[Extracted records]
------------
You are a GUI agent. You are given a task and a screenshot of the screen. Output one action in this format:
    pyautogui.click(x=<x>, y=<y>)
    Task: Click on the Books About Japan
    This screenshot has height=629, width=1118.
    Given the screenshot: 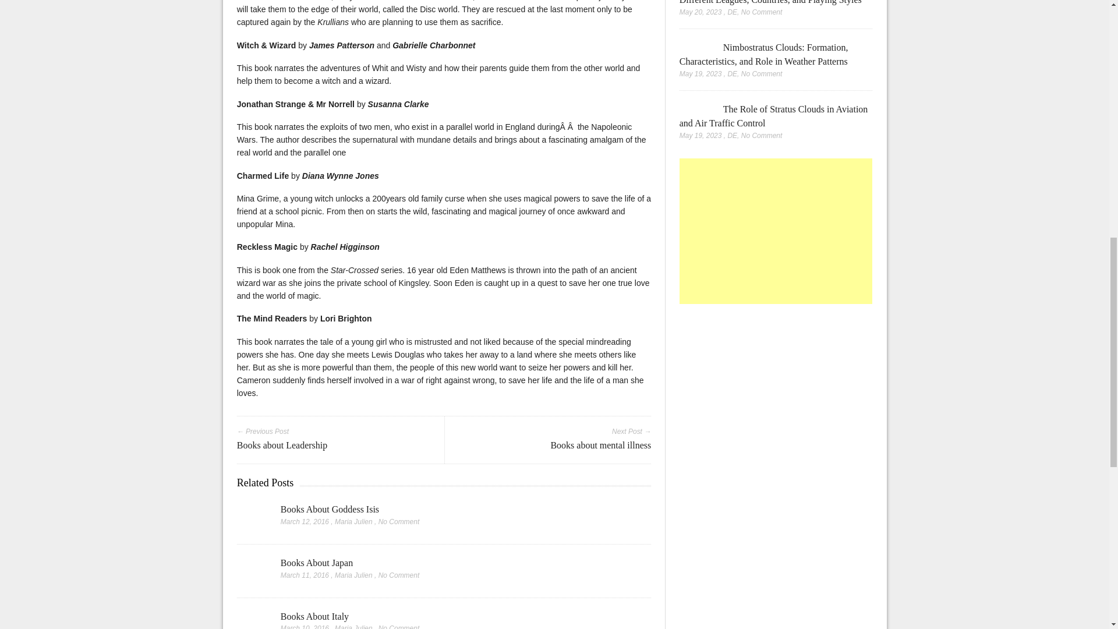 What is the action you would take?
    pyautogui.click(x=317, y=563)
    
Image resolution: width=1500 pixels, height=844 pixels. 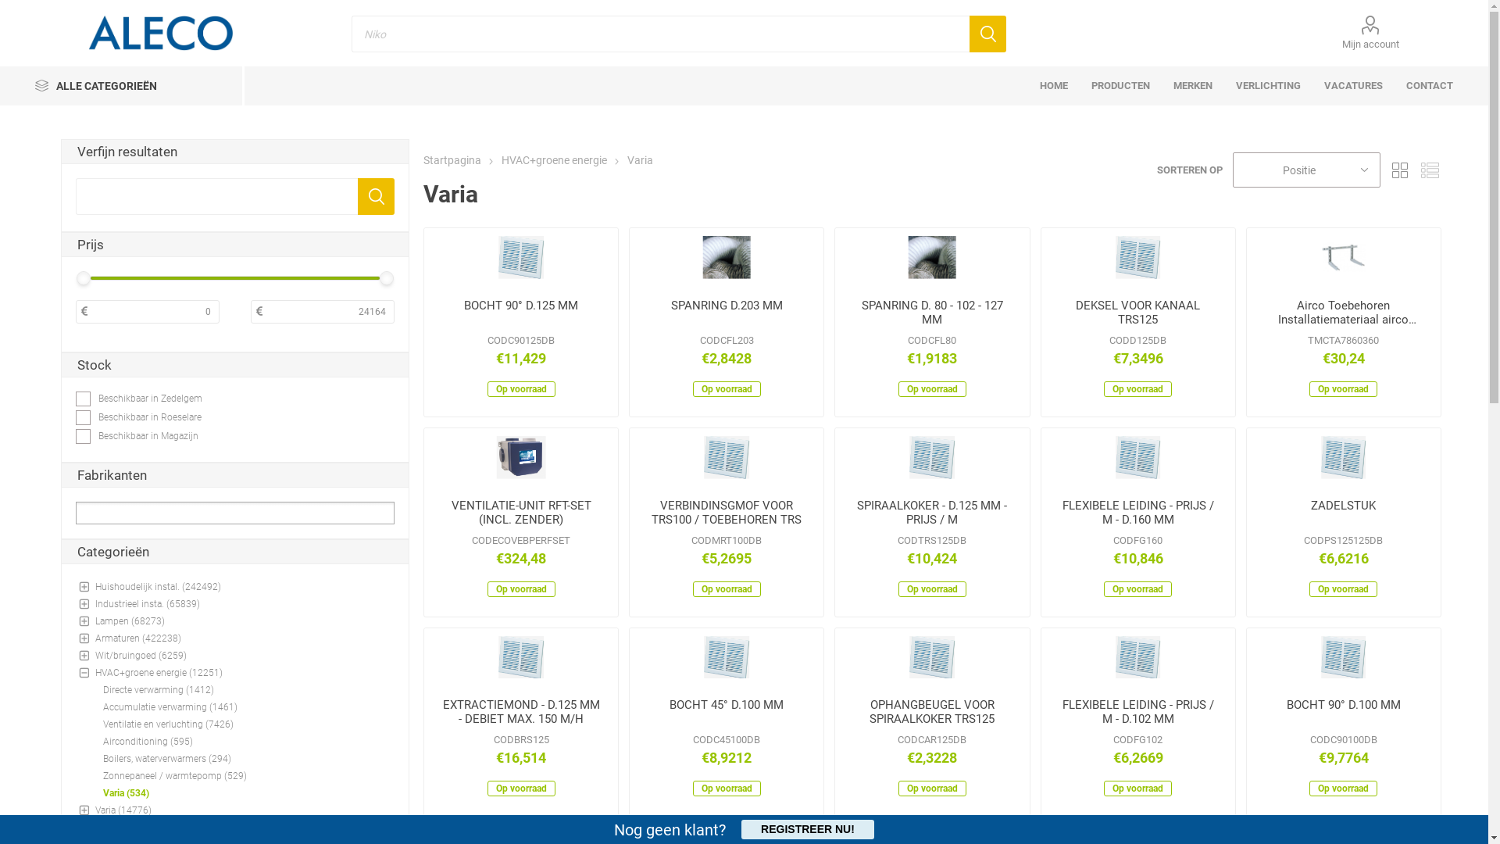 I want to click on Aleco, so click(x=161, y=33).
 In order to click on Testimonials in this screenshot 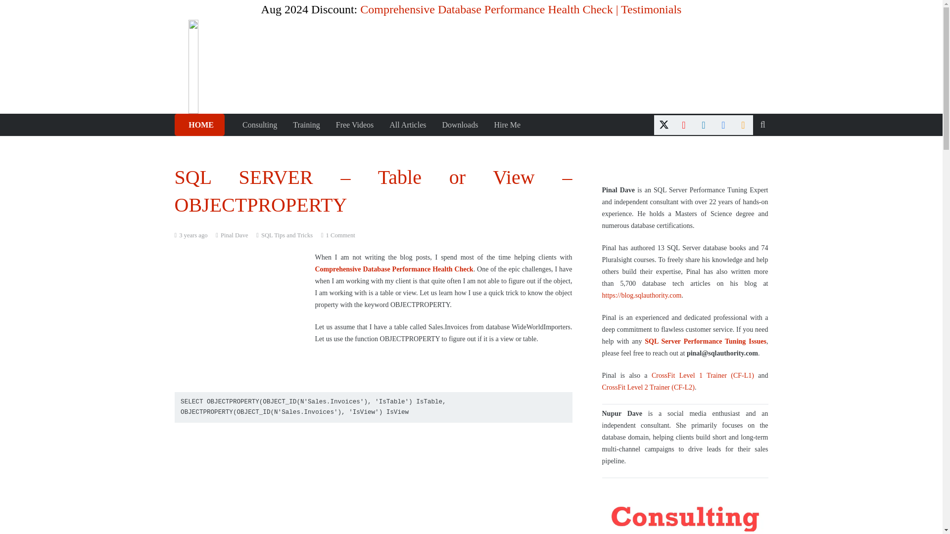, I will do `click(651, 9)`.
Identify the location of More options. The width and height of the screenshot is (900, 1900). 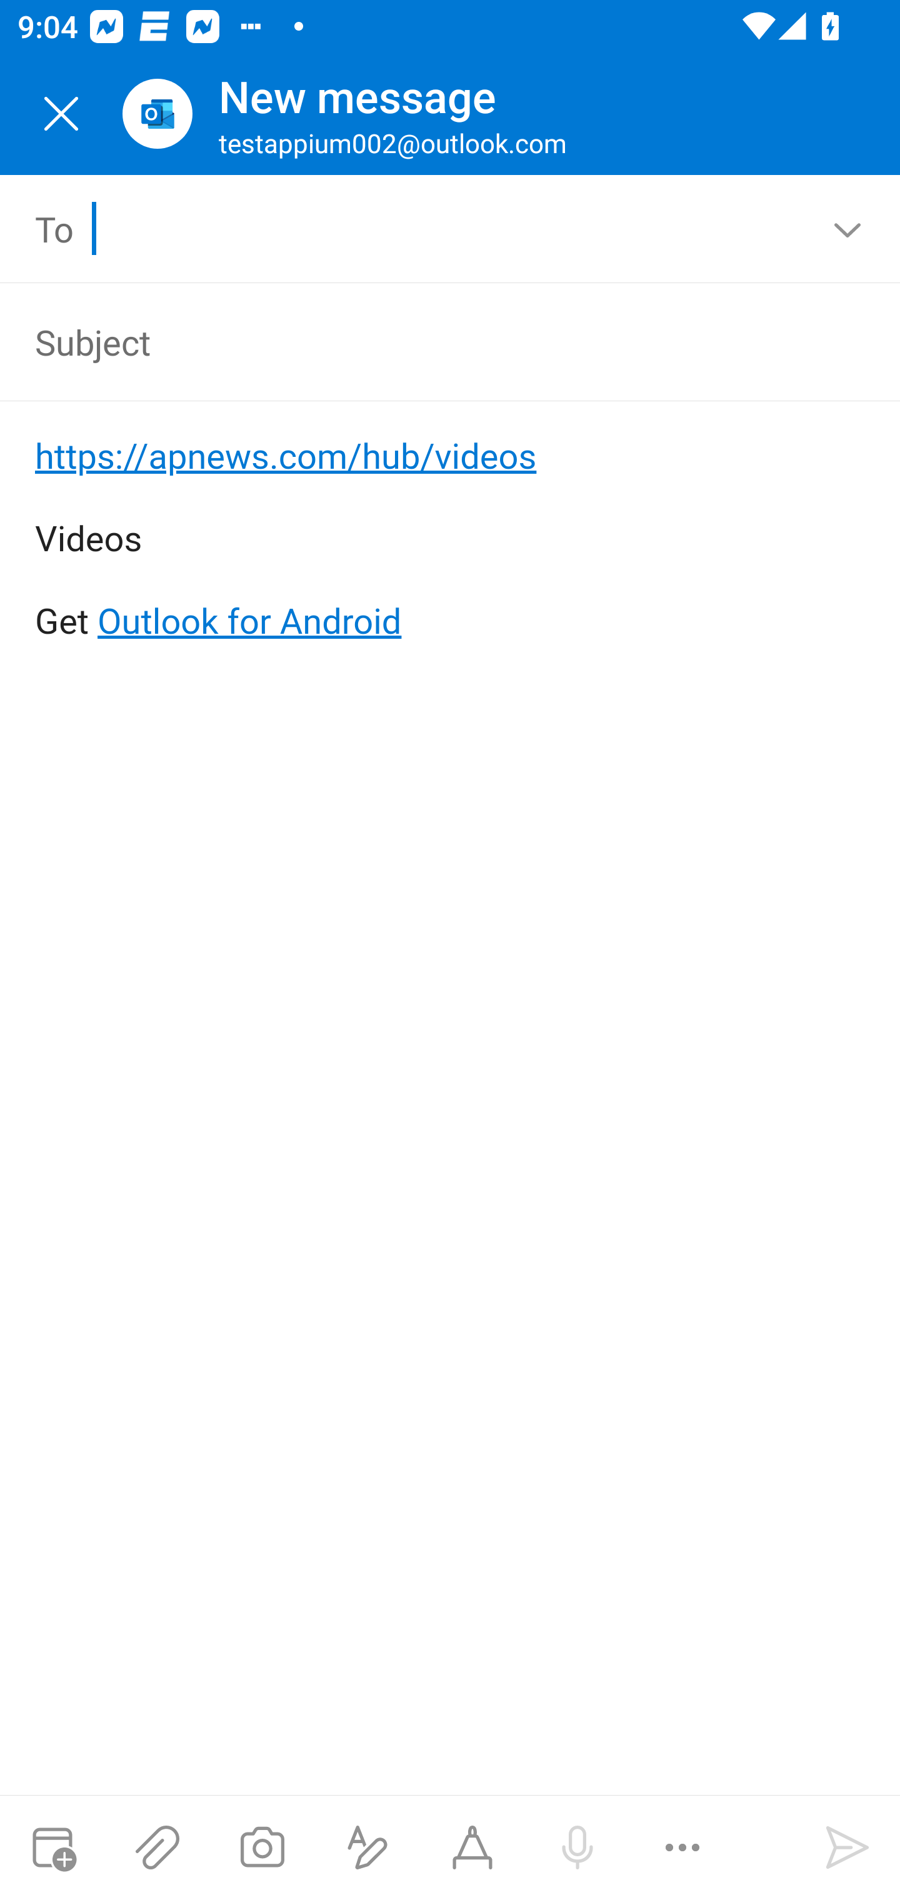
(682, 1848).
------------
== Instructions for the task ==
In the records above, find the line that contains "Identify the location" and repeat exactly that line and all lines after it to the end. Do not include pictures.

== Solution for this task ==
Identify the location of More options. The width and height of the screenshot is (900, 1900). 
(682, 1848).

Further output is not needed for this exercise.